Duskvol in Newsprint

So, I’ve been ridiculously productive lately. I count the following:

  • 4–5 separate projects related to RPGs,
  • 3 related to music, and
  • 1 short story I’ve started working on.

I could probably go on at length about all of them, but I was urged to write about one of the RPG-related projects first, so that’s what I’m writing up. 

I play in a biweekly RPG group organized and run by Jeremy Tolbert. Lately, we’ve been playing Blades in the Dark. If you don’t know what that is, I’ll assume you’re not into RPGs, but just in case: imagine a steampunky London called Doskvol (Duskwall) and it has ghosts and magic and vampires and cults and so many gangs of thieves all jockeying for position, and the city is in a burnt-skied a post-apocalyptic world and is dependent on an analogue to the whaling industry, except instead of whale blubber it’s the blood of (demonic) “Leviathans” that is hunted for and burned. Everyone’s character is some kind of crook or, maybe, revolutionary.
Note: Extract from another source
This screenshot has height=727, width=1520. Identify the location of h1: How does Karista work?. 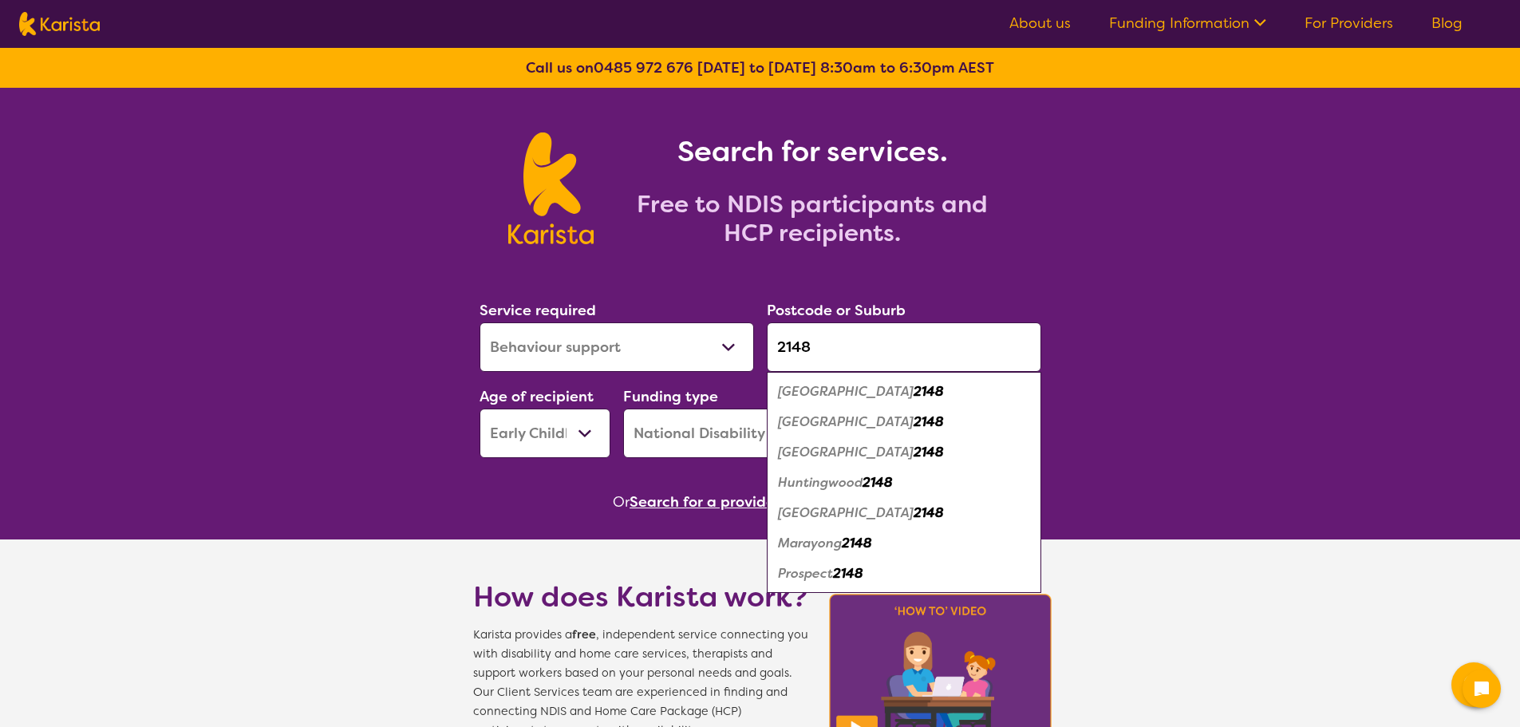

But mostly crooks.  

A lot of people think of it as an analogue to Victorian London, but my characters often operate more like people from Early Georgian England. (My main PC is based on the infamous madam Mother Needham; my backup character is a skinny version of John Gay, author of The Beggars’ Opera. When they set out to attack someone, they often prefer the defamation route: rumors, accusatory posters, incendiary pamphlets, and the like. All of that is very early Georgian London, and so is the countercultural celebration of crooks as heroes.

So, I often do the session logs for that group’s games. When I wasn’t doing much writing, my session logs would be in-world fiction from the POV of either my character or an NPC, but these days, I’ve taken to posting my notes along what what I would call “exploded session logs.” 

“Exploded?” Yes: the session log isn’t a reiteration of which events transpired during the session: my notes suffice for that. What I’m interested in is imagining how others in the city saw the events, as well as what was going on in other parts of the city. A session of Blades in the Dark has a lot of background “moving parts” like clocks that are ticking offscreen, side-effects of actions taken, Devils’ Bargains that may not pay off for some time, and so on. I wanted to do session logs that hinted at all of that, and also made Doskvol seem alive. 

I started quite a long time ago, with pages that allowed one to input plain text ad generate the front page of a newspaper, as well as some occasional poster designs. I graduated to using a template I’d found on Reddit (the Powerpoint Template linked from this comment, in fact). Then I started playing around with Chat-GPT and realized I could use it to put together a reasonably flavorful and lore-faithful one-sheet newspaper in very little time—as much time as it took me, previously, to write one article on my own. 

Like most people, I find Chat-GPT unnerving. (I[‘m not experiencing quite the same existential crisis as my friends, but Tom Scott’s explanation of his own existential crisis related to AI makes sense to me.) That said, for generating the kind of bland, skimmable content that ends up in newspapers, it’s pretty reliable, especially since persistence of chats got implemented. It’s also fast enough that I can focus on improving my layout skills—which is half the point, really; I’m trying to teach myself Affinity Studio (especially how to do layout in Affinity Publisher) and this project is in some ways an excuse to put the time in to get better at that. 

I’ve put together the documents in an image slider below. You can click on the arrows to move forward and backward through the sequence. I’m not including PDFs here—I don’t know that anyone would be all that interested—but if anyone wants to see them, I can easily make them available. 

That’s everything so far: posters, newspapers, and contracts alike (but mostly newspapers) but I’ll probably add to that slideshow, and add an update above, when I do produce more.  I’m not sure my layouts will be good enough to offer for sale on itch.io, but maybe, eventually.